Recorded truth: what our instruments say is happening—the indicator light, the sensor reading, the status screen.
Descriptive truth: what we say is true—the blueprint, the manual, the marketing phrase “unsinkable.”
In my grandfather’s shop, ground truth was the sound of the rollers when the machine finally ran smoothly. At Three Mile Island, it was the temperature of the core, not the state of a little lamp. On the Titanic, it was the angle of the deck under your feet.
Most of the time, these three line up well enough that we don’t notice the distinction. The machine roughly matches the drawing; the light usually tells the truth; the brochure is only a little optimistic.
The interesting stories begin when they drift apart.
In my grandfather’s world, recorded truth was thin. There were no dials, no digital logs. He went straight from descriptive truth (“this is a flour mill”) to ground truth (the way the rollers sounded at full speed). At Three Mile Island, the operators were trapped in recorded truth: a room full of symbols that, in one crucial case, lied. On the Titanic, descriptive truth—“practically unsinkable”—was strong enough to keep people calm on a freezing deck.
These are not just engineering curiosities. They are examples of a very human habit: once we have a good description of something, we start to trust the description more than the thing.
Specifications, promises, and what really happens
Today, we build far more with words than with steel.

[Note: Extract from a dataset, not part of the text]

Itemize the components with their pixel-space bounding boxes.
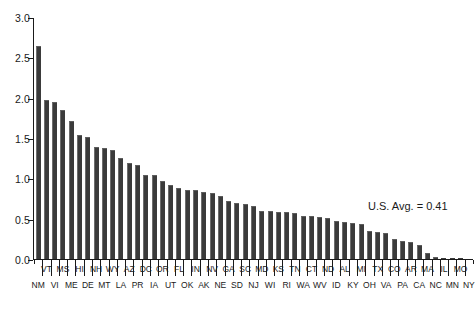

We write specifications for products. We draft strategy documents. We ask AI systems to generate plans, summaries, even “requirements” for how other AI systems should behave. All of that lives in the realm of descriptive truth: our best story, at this moment, about what we hope will happen.
There is nothing wrong with that. The danger comes when we forget that it is only the first layer. A slide that says “this change will be simple” is not the same as a change that turns out to be simple. A document that says “this system will be safe” is not the same as a system that has actually failed safely, in the wild, many times.
My grandfather did not have a philosophy for this. He had a habit. Before he trusted any story about a machine, he plugged it in and watched it move.
That habit may be the most modern thing about him.